Plan: Catch Virus
Before It Can Spread
By JIM KEVLIN • Special to www.AllOTSEGO.com
ONEONTA – A draft plan on reopening SUNY Oneonta on Feb. 1 was released Monday, Nov. 16, that – among many points in the single-spaced, 22-page document – addresses a particular community concern.
That is, preventing this fall’s outbreak of 700-plus on-campus cases from happening again.
In an interview, SUNY Oneonta President Dennis Craig called it “a strong plan” that includes a five-point prevention protocol he had outlined Nov. 9 in a video message to the campus:
• One, all students will be tested on arrival.
• Two, all students coming in from “hotspots” will be quarantined.
• Three, students, faculty and staff will undergo surveillance testing every two weeks.
• Four, a “pause” if the infection rate rises.
• And, five, Craig said, “what I would call a zero-tolerance code of conduct.”
“What gives the Oneonta plan an edge is: the campus went through something very difficult and learned lessons very quickly,” said Craig. “That makes it safer going forward.”
Under the plan, which is due in SUNY’s Albany headquarters by Dec. 10, students would begin returning Jan. 1, and classes – 20 percent of which would by M2M (mask-to-mask) – will begin Feb. 1.
The plan also limits the number of students taking classes on-campus to 1,100; it is usually 5,000. And only one person will be assigned to each dorm room; no more than four students will use each dorm bathroom, which will be cleaned twice daily.
Mayor Gary Herzig previewed the plan over the weekend and said Monday, “I found it to be very encouraging.”
“There was a significant increased focus on what happened off-campus, building stronger community relations, and eliminating unsafe behaviors,” he said. “That was something we did not see in the plan for opening in the fall.”
Craig bolstered that initiative Monday, he announced the appointment of Franklin D. Chambers to a new position, vice president/external affairs. In Oneonta since 2015, Chambers, who has been VP/student development, “will build and attend to the connections that make SUNY Oneonta among our region’s most unique assets,” the president said.
“I’m also encouraged by the open communications and sense of partnerships I’ve had with President Craig over the past several weeks, which is critical to a safe opening,” the mayor said. “We all want the campus to open. I think the plan does a good job of addressing risks while allowing the college to return to some semblance of normalcy.”
The plan was developed over the past month by a COVID Response Team co-chaired by Provost Leamor Kahanov and Vice President/Finance & Administration Julie Piscitello, and may be viewed in full by Googling “SUNY Oneonta 2021 reopening.”
Kahanov agreed tighter testing is the hallmark of the document. First, requiring students to get tested before arriving on campus.
Also, that off-campus students not only have to undergo daily checks – temperatures and the like – before coming on campus, and will have to carry a card that records those checks.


- **EXERCISE GOAL**
Pull out each line of the records holding the string "Image".

- **SOURCE MATERIAL**
---
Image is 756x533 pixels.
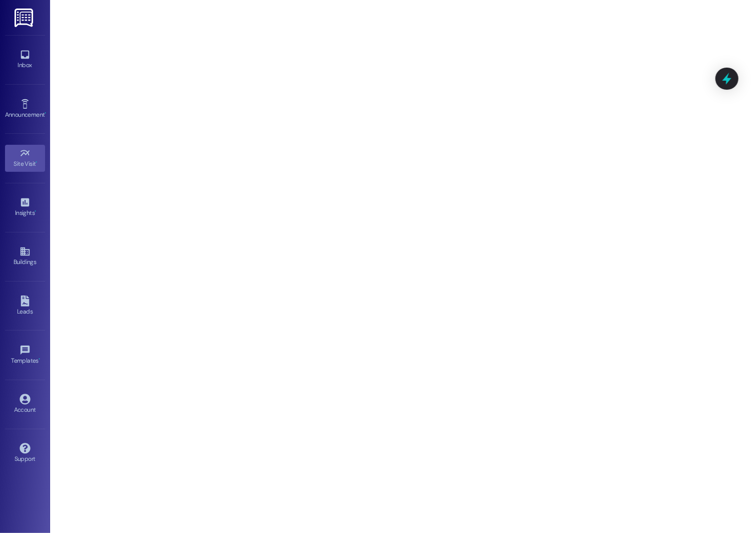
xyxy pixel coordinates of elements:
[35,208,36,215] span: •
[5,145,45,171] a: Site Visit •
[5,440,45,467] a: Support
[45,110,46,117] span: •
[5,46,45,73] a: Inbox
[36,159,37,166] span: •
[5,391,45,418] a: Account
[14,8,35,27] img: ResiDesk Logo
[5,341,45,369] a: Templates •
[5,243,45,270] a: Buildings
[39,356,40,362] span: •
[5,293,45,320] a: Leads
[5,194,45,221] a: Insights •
---
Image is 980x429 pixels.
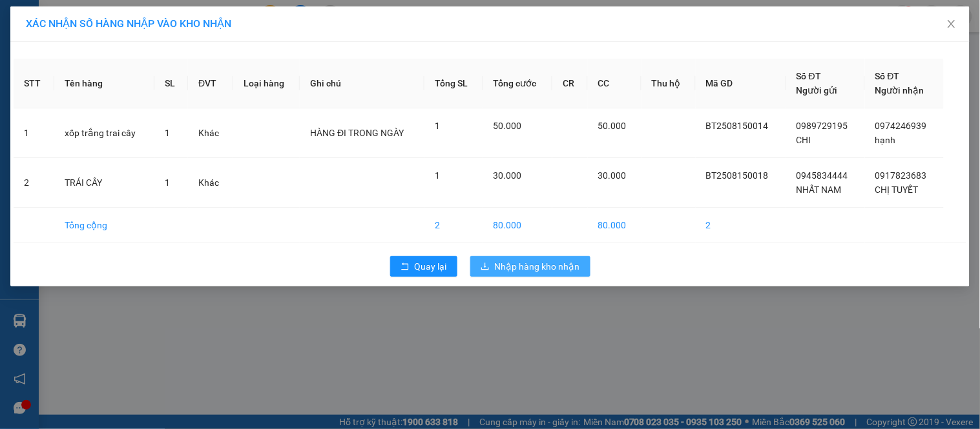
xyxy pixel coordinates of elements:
---
- **SOLUTION**
Image is 756x533 pixels.
Image is 980x429 pixels.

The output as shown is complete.